I think your question is more nuanced than you realize because there are a couple of critical anachronisms at play:
- In the 1980s, even sophisticated computer hardware like the Amiga was simple enough for a competent assembly or C programmer to understand most of the hardware features available, how they worked, and how to program them directly for maximum benefit of their program. It was much like what we call "embedded programming" nowadays.
- For the Amiga, and its contemporaries like the Mac and Atari ST, there was a necessity to provide highly reusable routines, usually in ROM, that served both as a simple hardware abstraction for the programmer and as a means of assuring compatibility as underlying hardware details were iterated for the platform.
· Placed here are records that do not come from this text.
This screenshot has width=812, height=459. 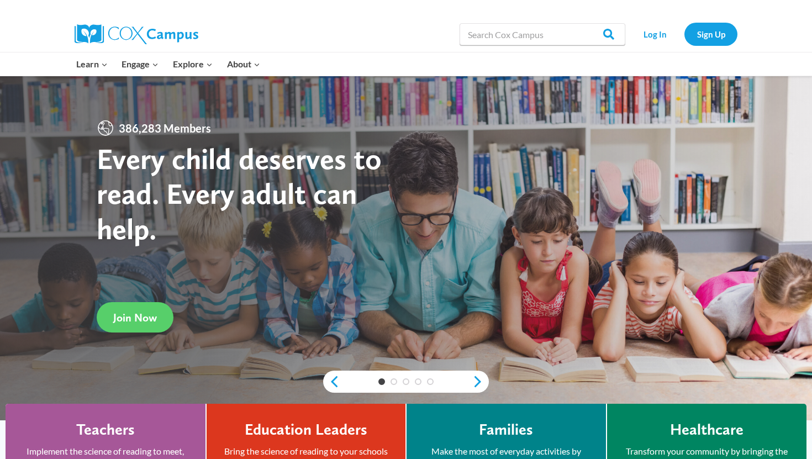 What do you see at coordinates (165, 128) in the screenshot?
I see `span: 386,283 Members` at bounding box center [165, 128]. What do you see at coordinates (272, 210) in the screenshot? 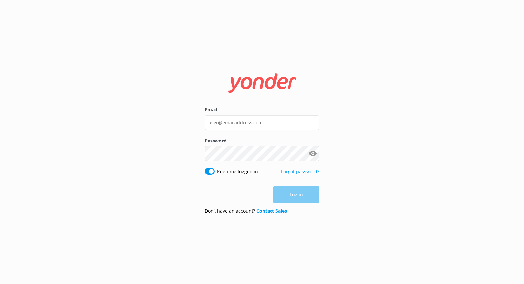
I see `a: Contact Sales` at bounding box center [272, 210].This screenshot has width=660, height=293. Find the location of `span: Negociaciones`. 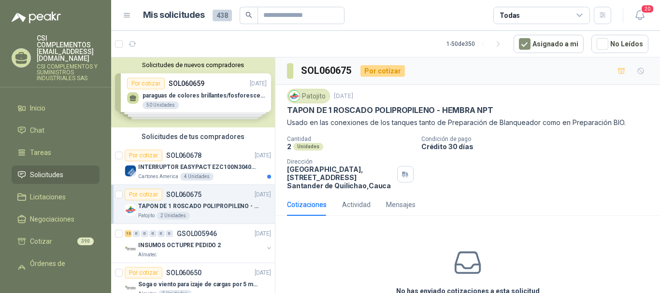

Because of #1, you should not under-estimate the potential that programmer's avoided using standard Amiga toolbox routines, present in the Kickstart ROM, just out of laziness. If they had studied the hardware enough, why bother to also study the "approved" way of accessing it. They could simply disable the Exec and device drivers, run their program single-tasking, and control the hardware directly. The only downside being their program might break in the presence of new or non-standard hardware.
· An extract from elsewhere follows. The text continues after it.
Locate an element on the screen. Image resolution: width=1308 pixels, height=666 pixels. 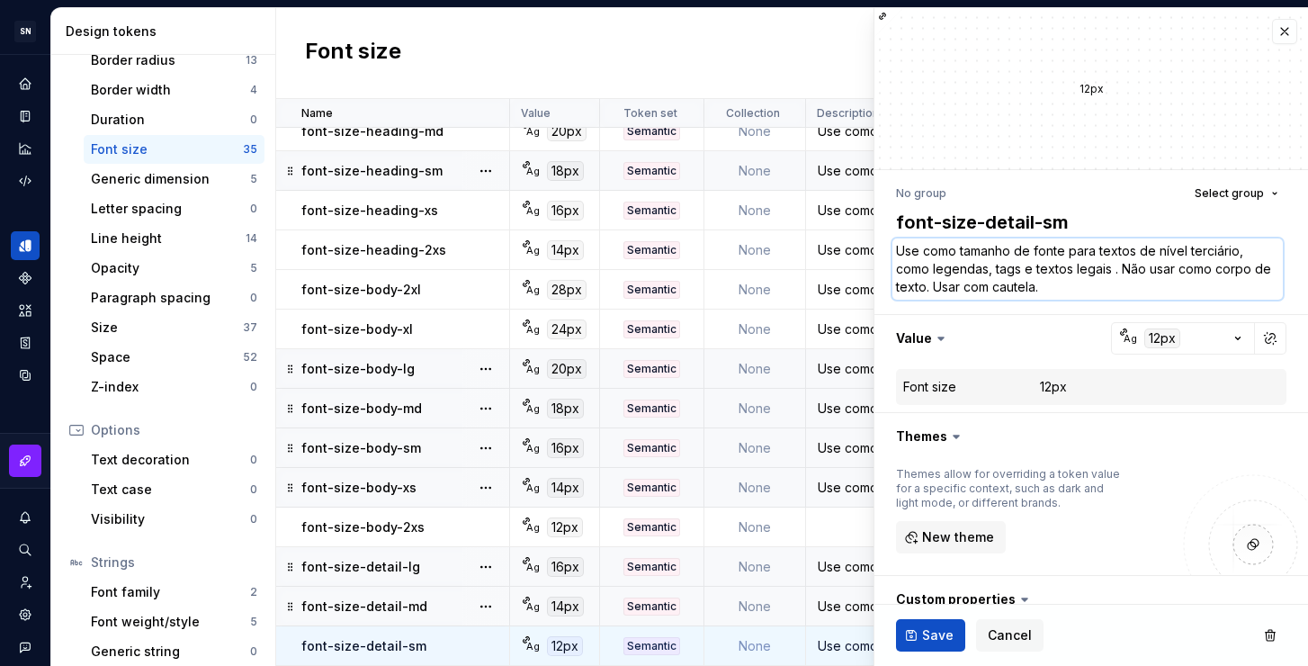
p: font-size-body-xl is located at coordinates (357, 329).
However, some programmers would have embraced the effort that went into the ROM Kernel Routines, and would have learned them so they could confidently reuse them in many programs and avoid the breakage of hardware changes.
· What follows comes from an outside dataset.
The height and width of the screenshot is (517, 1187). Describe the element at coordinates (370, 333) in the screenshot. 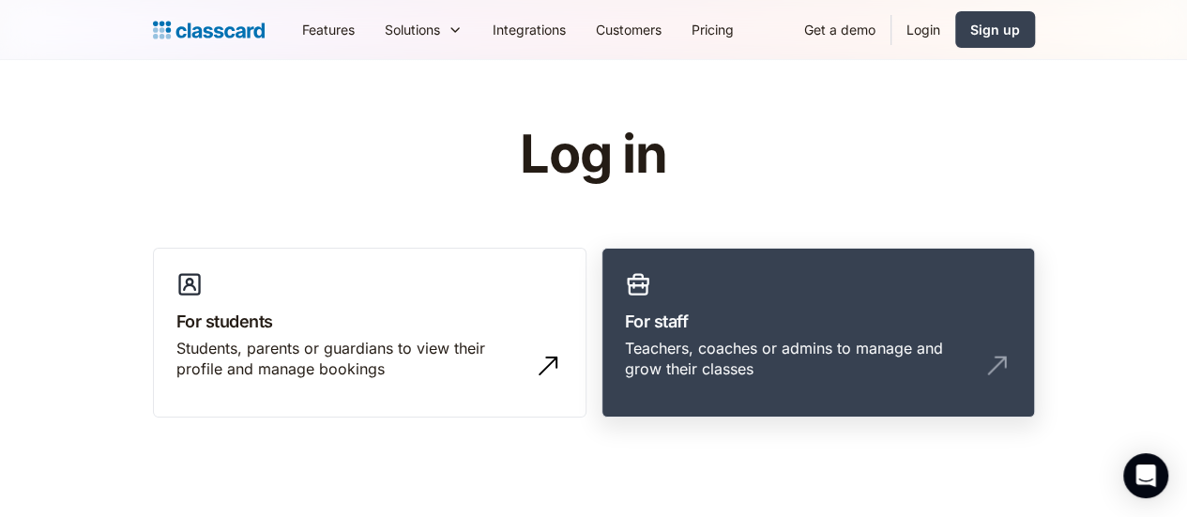

I see `a: For studentsStudents, parents or guardians to view their profile and manage bookings` at that location.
They might have still done their own custom booter (but using trackdisk.device), and they might have still disabled Exec (using the approved API for that) and run single-tasking. Then they might take advantage of the graphics.library to setup the display in a way that would safely work with the next Amiga hardware revision. And they might also use dos.library for saved games or for making their software HDD compatible. In that case, they are using the "OS", just not all of it. They are choosing the parts that suit their application.
I think this second approach was way more common than you indicate in the question. The ROM Kernel was actually pretty popular with Amiga programmers and pretty widely used for all programs, including games. It was also flexible enough that you could use only what made sense for your program. You did not have to bypass these sensible parts in order to get adequate performance. If you did, chances are high it was just out of laziness.